The second of the reclining drawings is probably the best because the proportions were difficult (lots of foreshortening and slightly weird angles of the legs) but it looks OK considering. A little more background information would improve it massively as at the moment Paul looks as though he's doing some sort of bizarre breakdancing move! His body/torso was leaning in towards the bed (away from his central axis) and I tried to emphasize this with the darker shading on his arm and the small part of his chest that you can see.

The third drawing was not too bad either in terms of achieving a sense of the model's pose. His back is flat to the bed but his head is facing away and legs are leaning away from me, one lying almost flat. One hand is squashed under him so looks a bit odd.
I did a few seated poses, one upright on a bench, one sitting up in bed and one on a sofa. The best of these in my opinion is probably the second one because although his face looks hideous and not at all like my long suffering boyfriend, I know what his body looks like and this is quite a common position for him to sit so the familiarity of the pose made it a little easier on me.

The one on the sofa looks as though he has no bottom which unfortunately makes the pose look a little odd, however our sofas are very squidgy and sinkable.... That's a terrible excuse but honest nonetheless! The biggest struggle with all these drawings was the time limit. 10 minutes is not a great deal of time to get the shapes, proportions and form all in and correct. But I found it a really useful exercise in focusing less on outline (one of my many problems) and more on the 3D form of the model.

PART FOUR: DRAWING FIGURES: Project: Proportions


For the Quick Poses exercise my sister Jo sat lengthways across a large armchair with her feet up and more or less sideways on to me. The first 5 quick poses of 2 minutes started off laughable but improved towards the end. The pose was maybe a little unusual, because although she was perfectly comfortable something about the drawings made her look as though she wasn't! For the slightly longer 10 minute poses I used her head as a unit of measurement and yet still in one of them her head looks too large.

Getting the proportions accurate is the biggest hurdle for me - I am now finding drawing in the main outlines and shapes of figures easier after attending life drawing classes, but proportions are still a slow uphill climb. I wonder if using a grid will help with drawings like this? Or perhaps using stronger/darker lines across the page to accentuate the units of measurement? I can always rub them out if they hinder the drawing. I actually found that once I'd moved my position and drawn Jo from almost behind her, so that there was a huge amount of foreshortening going on, it was a more successful drawing. Strange...

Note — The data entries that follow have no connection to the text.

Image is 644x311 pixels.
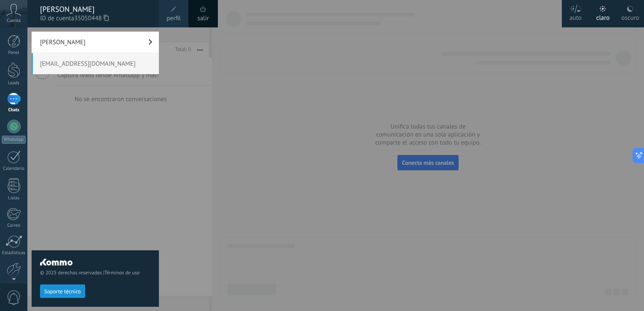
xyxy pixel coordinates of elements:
span: Soporte técnico [45,289,81,295]
button: Soporte técnico [40,284,85,298]
div: [PERSON_NAME] [40,4,150,14]
a: salir [197,14,209,23]
div: Listas [1,196,26,201]
span: Cuenta [6,18,21,24]
div: WhatsApp [1,136,26,144]
span: © 2025 derechos reservados | [40,270,150,276]
div: claro [597,6,610,27]
span: 35050448 [74,14,109,23]
span: [EMAIL_ADDRESS][DOMAIN_NAME] [32,53,159,74]
a: Términos de uso [104,270,140,276]
div: Leads [1,81,26,86]
a: Soporte técnico [40,288,85,294]
div: Panel [1,50,26,55]
div: Chats [1,107,26,113]
div: auto [570,6,582,27]
div: Calendario [1,166,26,171]
span: ID de cuenta [40,14,150,23]
a: [PERSON_NAME] [32,32,159,53]
div: Estadísticas [1,251,26,256]
div: Correo [1,223,26,229]
span: perfil [166,14,181,23]
div: oscuro [622,6,639,27]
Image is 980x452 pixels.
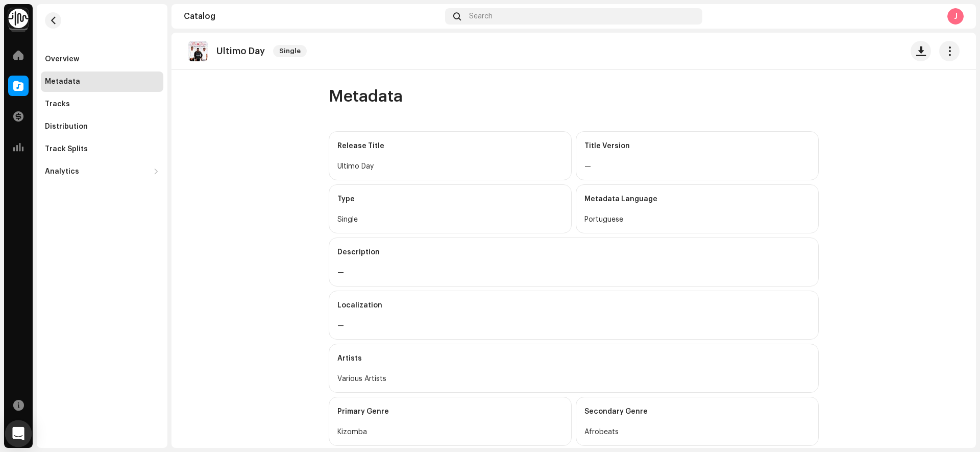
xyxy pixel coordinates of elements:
[41,116,164,137] re-m-nav-item: Distribution
[41,162,164,182] re-m-nav-dropdown: Analytics
[45,55,79,63] div: Overview
[338,213,563,226] div: Single
[45,145,88,153] div: Track Splits
[273,45,307,57] span: Single
[41,139,164,159] re-m-nav-item: Track Splits
[5,420,32,447] div: Open Intercom Messenger
[584,426,810,438] div: Afrobeats
[338,267,810,279] div: —
[584,160,810,173] div: —
[329,86,403,107] span: Metadata
[338,373,810,385] div: Various Artists
[338,185,563,213] div: Type
[188,41,208,61] img: 38c73f00-3ab7-4d6b-bcae-047d51fce52d
[948,8,964,24] div: J
[338,344,810,373] div: Artists
[338,426,563,438] div: Kizomba
[338,291,810,320] div: Localization
[338,160,563,173] div: Ultimo Day
[584,213,810,226] div: Portuguese
[41,94,164,114] re-m-nav-item: Tracks
[584,132,810,160] div: Title Version
[45,123,88,131] div: Distribution
[184,13,441,20] div: Catalog
[584,397,810,426] div: Secondary Genre
[45,100,70,108] div: Tracks
[584,185,810,213] div: Metadata Language
[41,72,164,92] re-m-nav-item: Metadata
[45,77,80,86] div: Metadata
[338,320,810,332] div: —
[41,49,164,70] re-m-nav-item: Overview
[8,8,29,29] img: 0f74c21f-6d1c-4dbc-9196-dbddad53419e
[469,13,492,20] span: Search
[338,132,563,160] div: Release Title
[217,46,265,56] p: Ultimo Day
[45,167,79,176] div: Analytics
[338,238,810,267] div: Description
[338,397,563,426] div: Primary Genre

The Longer Pose exercise was an hour long with Jo curled up in the same chair, head to one side. I used ballpoint pen because I knew I could get really good differences in tone with some hatching. Her face is a little squished because of the angle and the fact that it's resting on the side of the chair, but otherwise I think (correct me if I'm wrong) that the proportions aren't too bad. Maybe her hand is a little bit too small. I had much more time to measure the proportions with this longer pose, and it clearly helped a lot.     (Apologies - the photos are not great.)